PPF: Pre-training and Preservative Fine-tuning of Humanoid Locomotion via Model-Assumption-based Regularization
Hyunyoung Jung, Zhaoyuan Gu, Ye Zhao, Hae-Won Park, Sehoon Ha
TL;DR
The paper tackles robust humanoid locomotion under hybrid, high-dimensional dynamics and sim-to-real transfer challenges. It introduces PPF, a two-stage framework that pre-trains by imitating a model-based controller and then fine-tunes with reinforcement learning, augmented by model-assumption-based regularization (MAR) to prevent forgetting and adapt when model assumptions are violated. MAR dynamically weights the regularization based on state-wise model-assumption violations, enabling preservation of learned motion while allowing improvements in challenging scenarios.

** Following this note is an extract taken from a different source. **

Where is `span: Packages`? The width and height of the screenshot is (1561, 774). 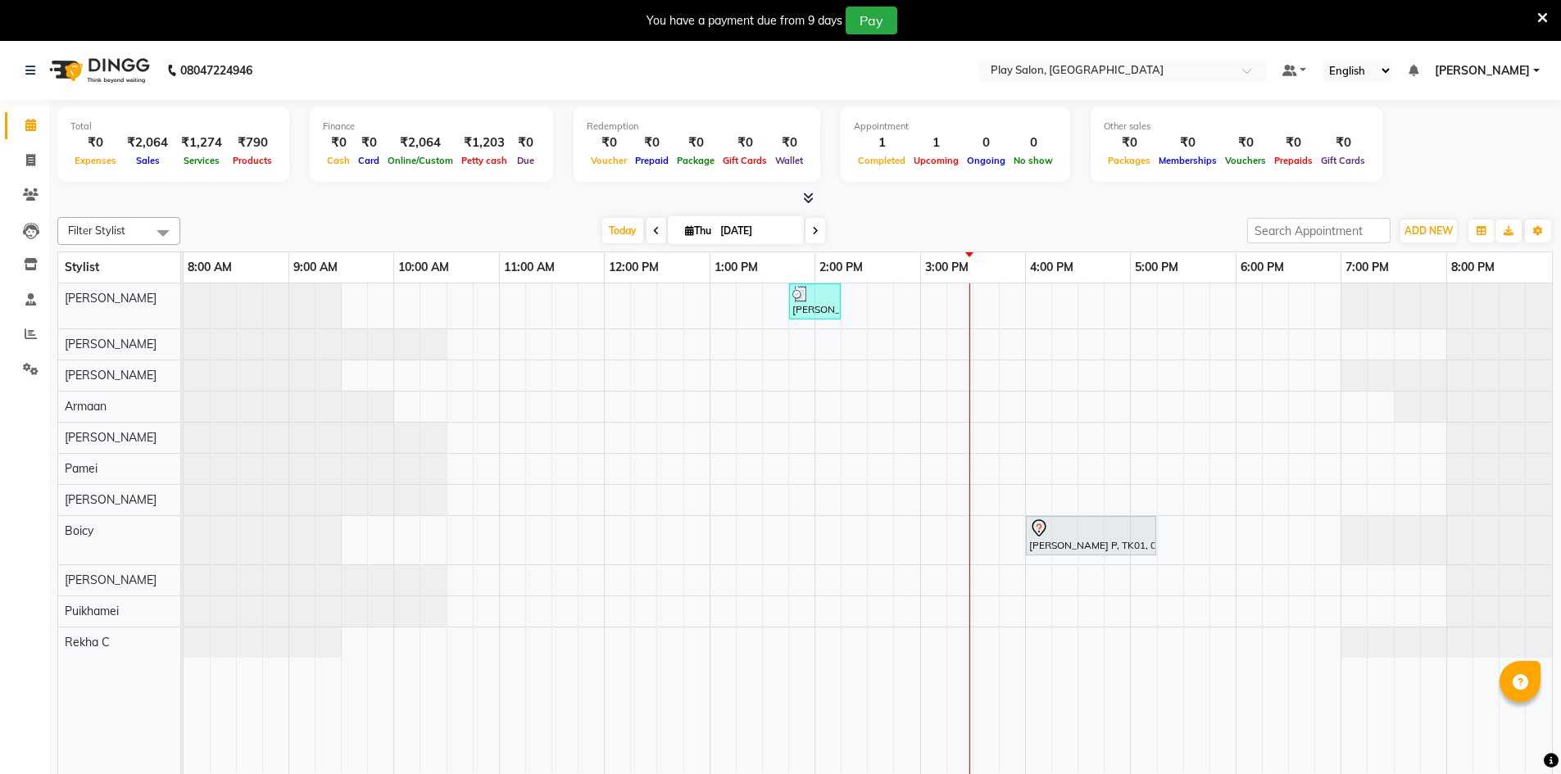
span: Packages is located at coordinates (1129, 161).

Extensive sim-to-real validation on the Digit humanoid shows that PPF achieves a forward speed up to $1.5$ m/s across diverse terrains, outperforming baselines and demonstrating robust, adaptable locomotion with zero-shot deployment.
Abstract
Humanoid locomotion is a challenging task due to its inherent complexity and high-dimensional dynamics, as well as the need to adapt to diverse and unpredictable environments. In this work, we introduce a novel learning framework for effectively training a humanoid locomotion policy that imitates the behavior of a model-based controller while extending its capabilities to handle more complex locomotion tasks, such as more challenging terrain and higher velocity commands. Our framework consists of three key components: pre-training through imitation of the model-based controller, fine-tuning via reinforcement learning, and model-assumption-based regularization (MAR) during fine-tuning. In particular, MAR aligns the policy with actions from the model-based controller only in states where the model assumption holds to prevent catastrophic forgetting. We evaluate the proposed framework through comprehensive simulation tests and hardware experiments on a full-size humanoid robot, Digit, demonstrating a forward speed of 1.5 m/s and robust locomotion across diverse terrains, including slippery, sloped, uneven, and sandy terrains.